(RxWiki News) The invention of in vitro fertilization (IVF) has allowed many couples to become parents when it might not otherwise have been possible. But different factors can influence how well IVF works.
IVF is a process in which an egg is fertilized with sperm outside of a woman's body and then re-inserted into a woman's body.
Women can receive fertilized eggs that originally came from their own bodies or that came from an egg donor's body.
A recent study found that obese women receiving a donor's eggs were no less likely to conceive than women of a normal weight who received donor eggs.
"Discuss IVF options with your fertility doctor."
This study, led by E. S. Jungheim, of the Department of Obstetrics and Gynecology at Washington University School of Medicine, looked at whether being obese influenced how successful IVF was when the woman received donated eggs.
Past research has already shown that obese women receiving their own eggs have a lower chance of conceiving than women of a normal weight.
But this paper looked at all the studies related to obese women receiving donor eggs from someone else during IVF.
From a search of three medical research databases through December 2011, the authors identified 475 possible articles that dealt with IVF and body mass index (BMI).
BMI is a ratio of a person's height to weight. It is used to categorize people as having a healthy weight or being under- or overweight.
After excluding studies that did not meet their criteria, including ones that only looked only at frozen embryos (instead of both frozen and fresh ones), the researchers reviewed seven studies.
They were able to combine the data from five of these studies, along with data from the University of Washington involving 123 women. The data from the other two studies were not able to be extracted for inclusion in the overall analysis.
Overall, 4,758 women were included in the analysis of all the studies together.
From all these women, the researchers did not find women's weight to have any influence on whether the transferred embryo implanted in their uterus.
Even among women who were obese, the chances of the donated embryo implanting were just as good as they were for women of a normal, healthy weight.
Obese women were also no more or less likely to have a miscarriage or live birth than women with normal weights.
The authors said that these results meant it was possible that the quality of the egg matters more than the environment of the uterus.
In other words, obese women using their own eggs may have more difficulty with implantation because the eggs themselves are not as healthy, not because the woman's uterus is unfriendly to a fertilized egg.
This study was published July 11 in the journal Human Reproduction. The research was funded by the Women's Reproductive Health Research Program at the National Institutes of Health. The authors declared no conflicts of interest.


#### [Work instruction]
Should a line below contain the word "will", report it.

#### [The data]

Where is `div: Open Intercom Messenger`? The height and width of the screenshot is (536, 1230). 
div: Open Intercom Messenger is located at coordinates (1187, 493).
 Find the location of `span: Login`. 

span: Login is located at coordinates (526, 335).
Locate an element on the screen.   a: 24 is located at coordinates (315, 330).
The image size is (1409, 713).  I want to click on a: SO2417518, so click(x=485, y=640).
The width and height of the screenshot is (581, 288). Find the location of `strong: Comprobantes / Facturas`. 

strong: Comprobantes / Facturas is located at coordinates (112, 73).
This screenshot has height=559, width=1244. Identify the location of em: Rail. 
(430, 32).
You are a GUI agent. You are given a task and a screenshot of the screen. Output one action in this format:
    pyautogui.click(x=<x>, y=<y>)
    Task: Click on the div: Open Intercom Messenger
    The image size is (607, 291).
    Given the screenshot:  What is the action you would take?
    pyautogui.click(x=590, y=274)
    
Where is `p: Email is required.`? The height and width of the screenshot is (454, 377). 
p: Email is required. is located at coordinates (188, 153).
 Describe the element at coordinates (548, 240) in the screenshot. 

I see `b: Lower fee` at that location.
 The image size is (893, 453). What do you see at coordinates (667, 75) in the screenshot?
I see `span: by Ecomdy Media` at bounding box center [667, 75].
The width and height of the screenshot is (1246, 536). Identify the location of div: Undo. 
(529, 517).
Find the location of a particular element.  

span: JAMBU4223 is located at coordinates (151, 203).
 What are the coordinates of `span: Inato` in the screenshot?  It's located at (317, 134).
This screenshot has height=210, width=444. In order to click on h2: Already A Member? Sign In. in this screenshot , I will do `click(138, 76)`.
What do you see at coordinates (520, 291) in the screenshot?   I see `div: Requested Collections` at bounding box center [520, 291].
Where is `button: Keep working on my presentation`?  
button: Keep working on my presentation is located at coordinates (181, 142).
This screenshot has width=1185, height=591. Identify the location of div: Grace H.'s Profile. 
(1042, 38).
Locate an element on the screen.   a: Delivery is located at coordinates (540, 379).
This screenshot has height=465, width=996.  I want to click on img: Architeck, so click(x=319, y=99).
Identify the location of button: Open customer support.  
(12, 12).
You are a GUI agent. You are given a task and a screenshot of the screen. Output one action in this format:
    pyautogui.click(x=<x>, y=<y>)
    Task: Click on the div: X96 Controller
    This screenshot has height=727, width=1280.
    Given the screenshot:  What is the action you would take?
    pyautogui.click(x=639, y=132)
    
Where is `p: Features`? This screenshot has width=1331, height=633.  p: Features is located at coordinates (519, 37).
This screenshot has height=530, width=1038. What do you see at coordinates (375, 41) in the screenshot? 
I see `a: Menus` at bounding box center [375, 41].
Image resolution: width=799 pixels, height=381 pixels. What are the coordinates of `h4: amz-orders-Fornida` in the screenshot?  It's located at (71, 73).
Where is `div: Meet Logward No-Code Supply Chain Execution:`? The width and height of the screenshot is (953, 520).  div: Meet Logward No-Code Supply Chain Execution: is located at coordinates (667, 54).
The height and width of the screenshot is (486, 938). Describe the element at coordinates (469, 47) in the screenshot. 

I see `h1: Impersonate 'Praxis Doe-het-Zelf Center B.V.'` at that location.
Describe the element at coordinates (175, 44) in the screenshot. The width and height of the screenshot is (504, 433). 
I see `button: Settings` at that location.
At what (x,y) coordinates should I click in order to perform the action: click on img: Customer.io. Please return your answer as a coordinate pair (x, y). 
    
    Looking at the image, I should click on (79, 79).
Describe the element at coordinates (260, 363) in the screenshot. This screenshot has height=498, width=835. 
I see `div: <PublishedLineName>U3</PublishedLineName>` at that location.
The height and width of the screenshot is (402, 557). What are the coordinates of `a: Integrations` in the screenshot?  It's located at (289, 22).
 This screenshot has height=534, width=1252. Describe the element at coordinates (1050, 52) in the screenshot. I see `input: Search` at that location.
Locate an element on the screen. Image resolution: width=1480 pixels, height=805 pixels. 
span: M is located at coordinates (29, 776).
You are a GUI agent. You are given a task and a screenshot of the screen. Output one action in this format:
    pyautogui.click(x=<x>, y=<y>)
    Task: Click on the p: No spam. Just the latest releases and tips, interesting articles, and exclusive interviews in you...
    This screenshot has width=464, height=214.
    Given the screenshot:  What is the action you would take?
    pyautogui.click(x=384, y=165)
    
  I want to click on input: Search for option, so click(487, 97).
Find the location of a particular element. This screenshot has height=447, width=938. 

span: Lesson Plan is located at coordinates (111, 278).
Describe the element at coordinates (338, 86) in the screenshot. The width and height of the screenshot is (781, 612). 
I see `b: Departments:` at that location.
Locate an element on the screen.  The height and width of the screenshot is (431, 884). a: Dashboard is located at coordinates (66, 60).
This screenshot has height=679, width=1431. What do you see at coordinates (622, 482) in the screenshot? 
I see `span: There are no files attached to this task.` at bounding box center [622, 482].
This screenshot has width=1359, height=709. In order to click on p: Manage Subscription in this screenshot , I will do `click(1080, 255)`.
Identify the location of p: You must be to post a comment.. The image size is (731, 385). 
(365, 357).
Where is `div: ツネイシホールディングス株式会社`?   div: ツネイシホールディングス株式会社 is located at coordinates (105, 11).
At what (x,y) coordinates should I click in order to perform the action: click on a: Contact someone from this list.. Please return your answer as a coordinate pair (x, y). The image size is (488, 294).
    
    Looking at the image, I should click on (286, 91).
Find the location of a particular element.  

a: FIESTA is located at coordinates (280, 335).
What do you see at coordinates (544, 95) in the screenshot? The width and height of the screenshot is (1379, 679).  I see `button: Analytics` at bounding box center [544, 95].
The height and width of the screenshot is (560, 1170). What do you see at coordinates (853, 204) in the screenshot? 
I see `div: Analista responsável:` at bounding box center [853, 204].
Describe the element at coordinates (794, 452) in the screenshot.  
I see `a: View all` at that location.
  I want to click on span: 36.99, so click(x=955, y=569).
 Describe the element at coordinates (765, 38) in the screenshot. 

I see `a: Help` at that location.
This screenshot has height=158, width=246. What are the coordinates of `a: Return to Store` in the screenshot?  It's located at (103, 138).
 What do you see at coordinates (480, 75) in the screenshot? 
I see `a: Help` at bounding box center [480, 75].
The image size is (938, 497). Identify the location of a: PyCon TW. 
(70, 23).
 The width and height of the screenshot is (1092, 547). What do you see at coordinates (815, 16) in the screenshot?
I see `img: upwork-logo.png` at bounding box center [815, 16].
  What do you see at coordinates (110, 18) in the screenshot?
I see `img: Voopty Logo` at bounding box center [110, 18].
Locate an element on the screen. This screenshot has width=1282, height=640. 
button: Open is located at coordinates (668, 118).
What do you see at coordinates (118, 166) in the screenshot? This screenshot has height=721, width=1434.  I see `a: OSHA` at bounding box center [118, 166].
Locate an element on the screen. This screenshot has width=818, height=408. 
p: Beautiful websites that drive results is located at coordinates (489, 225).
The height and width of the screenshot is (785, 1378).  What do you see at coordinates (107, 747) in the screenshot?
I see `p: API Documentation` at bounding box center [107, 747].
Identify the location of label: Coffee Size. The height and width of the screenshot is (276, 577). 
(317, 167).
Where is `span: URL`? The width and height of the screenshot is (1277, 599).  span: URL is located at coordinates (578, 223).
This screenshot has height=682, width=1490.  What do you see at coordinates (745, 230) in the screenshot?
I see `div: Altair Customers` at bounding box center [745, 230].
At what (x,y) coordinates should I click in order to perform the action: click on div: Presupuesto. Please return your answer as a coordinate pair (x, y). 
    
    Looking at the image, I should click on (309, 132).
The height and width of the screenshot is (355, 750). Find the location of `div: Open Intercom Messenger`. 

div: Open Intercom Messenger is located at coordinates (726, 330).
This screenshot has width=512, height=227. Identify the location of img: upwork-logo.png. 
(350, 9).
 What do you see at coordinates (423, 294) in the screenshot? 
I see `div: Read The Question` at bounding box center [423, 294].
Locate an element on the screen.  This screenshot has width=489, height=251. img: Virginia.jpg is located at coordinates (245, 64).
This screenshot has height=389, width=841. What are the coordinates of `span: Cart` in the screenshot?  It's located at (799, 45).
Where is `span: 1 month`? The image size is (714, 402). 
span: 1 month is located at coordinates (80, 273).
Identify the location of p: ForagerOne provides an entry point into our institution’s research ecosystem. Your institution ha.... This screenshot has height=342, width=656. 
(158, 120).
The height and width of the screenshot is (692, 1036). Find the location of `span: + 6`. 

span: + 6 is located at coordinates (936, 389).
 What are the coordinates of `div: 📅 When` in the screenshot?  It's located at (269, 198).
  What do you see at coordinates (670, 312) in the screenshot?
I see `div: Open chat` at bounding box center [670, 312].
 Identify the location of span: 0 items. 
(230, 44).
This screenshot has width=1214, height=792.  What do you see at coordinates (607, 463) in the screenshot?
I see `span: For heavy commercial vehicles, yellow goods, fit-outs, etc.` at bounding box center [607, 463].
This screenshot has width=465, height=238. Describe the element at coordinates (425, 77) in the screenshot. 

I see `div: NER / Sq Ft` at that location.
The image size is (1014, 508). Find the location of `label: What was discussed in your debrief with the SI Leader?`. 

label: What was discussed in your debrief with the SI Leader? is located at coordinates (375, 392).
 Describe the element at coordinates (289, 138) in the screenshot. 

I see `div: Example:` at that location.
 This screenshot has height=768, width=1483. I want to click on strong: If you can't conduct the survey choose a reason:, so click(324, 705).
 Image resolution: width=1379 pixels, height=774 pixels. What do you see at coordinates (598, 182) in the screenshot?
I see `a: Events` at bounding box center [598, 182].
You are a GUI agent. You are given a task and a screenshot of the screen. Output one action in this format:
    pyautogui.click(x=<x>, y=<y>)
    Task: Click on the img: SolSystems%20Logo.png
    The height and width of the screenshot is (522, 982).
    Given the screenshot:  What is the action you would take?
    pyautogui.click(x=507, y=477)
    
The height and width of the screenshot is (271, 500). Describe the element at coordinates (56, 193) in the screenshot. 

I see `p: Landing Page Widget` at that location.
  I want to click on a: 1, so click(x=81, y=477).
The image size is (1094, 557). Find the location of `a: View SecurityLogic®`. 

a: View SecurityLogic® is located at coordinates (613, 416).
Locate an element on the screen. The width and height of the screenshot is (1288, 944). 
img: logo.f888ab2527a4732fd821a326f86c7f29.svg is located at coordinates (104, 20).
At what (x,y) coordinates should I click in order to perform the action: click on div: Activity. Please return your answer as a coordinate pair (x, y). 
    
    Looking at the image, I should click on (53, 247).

#### [Task response]
This screenshot has height=210, width=444. In order to click on h2: Already A Member? Sign In. in this screenshot , I will do `click(138, 76)`.
This screenshot has width=1359, height=709. In order to click on p: Manage Subscription in this screenshot , I will do `click(1080, 255)`.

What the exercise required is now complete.